Because he was stripped of his committee chairmanship when the General Assembly was not in session, Benton sat out of House leadership for just one legislative year. His new role as chair of the retirement committee arguably is a promotion, since that committee oversees large financial funds and has more legislation assigned to it.

Ralston has never publicly criticized Benton by name, and apart from the temporary demotion from House leadership, the controversies have had little impact on the seven-term legislator from Jackson County. Benton handily defeated his opponent in the Republican primary last year and was unopposed in the general election.

The announcement comes as Atlanta prepares to observe what would have been King’s 90th birthday. McMichen said the timing of Benton’s appointment was unrelated to the annual holiday.

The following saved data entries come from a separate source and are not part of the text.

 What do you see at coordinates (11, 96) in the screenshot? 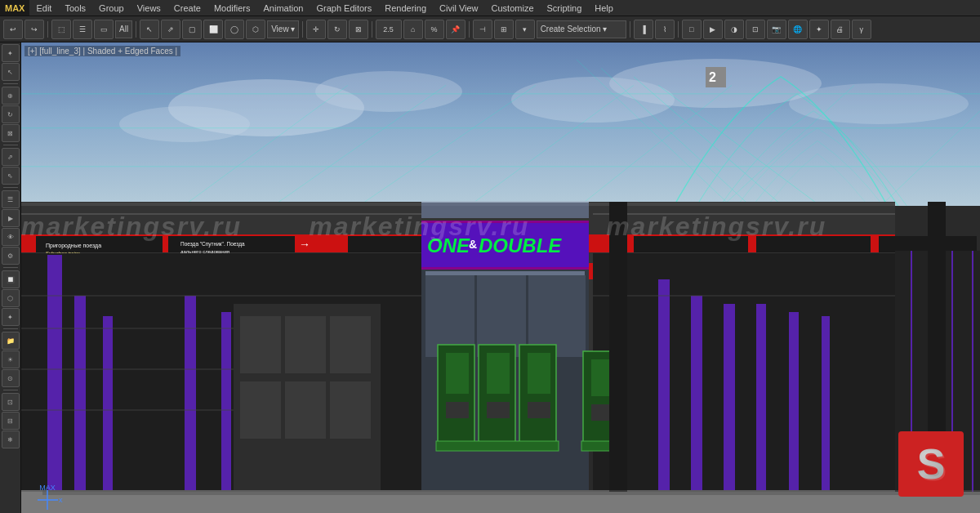
I see `sidebar-btn-move: ⊕` at bounding box center [11, 96].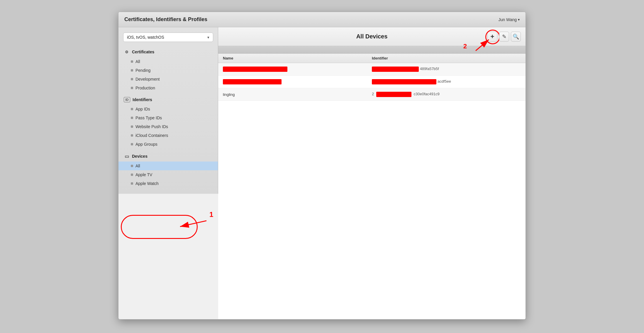 The width and height of the screenshot is (644, 333). I want to click on platform-label: iOS, tvOS, watchOS, so click(145, 37). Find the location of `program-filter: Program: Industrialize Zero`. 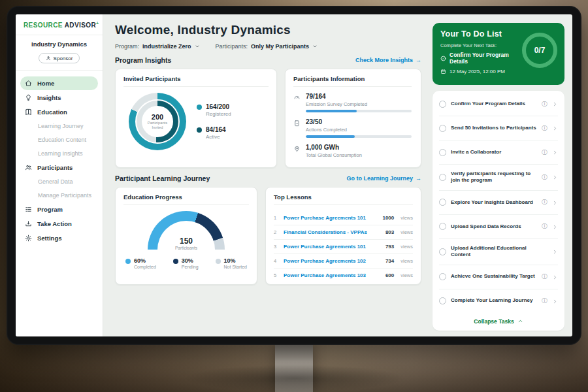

“The (state) constitution dictates when we have to come into session. Dr. King was born on a certain date and the two happen to come within a week of each other on the calendar and we always announce committee assignments at the end of the first week of session,” McMichen said. “That’s where we are.”

Our reporting

State Rep. Tommy Benton, R-Jefferson, was stripped of a committee assignment in 2017 after he distributed to House colleagues in 2017 entitled, “The Absurdity of Slavery as the Cause of the War Between the States.” The AJC had previously reported on Benton’s statements about the Ku Klux Klan, the Confederacy and Southern history that many called racist.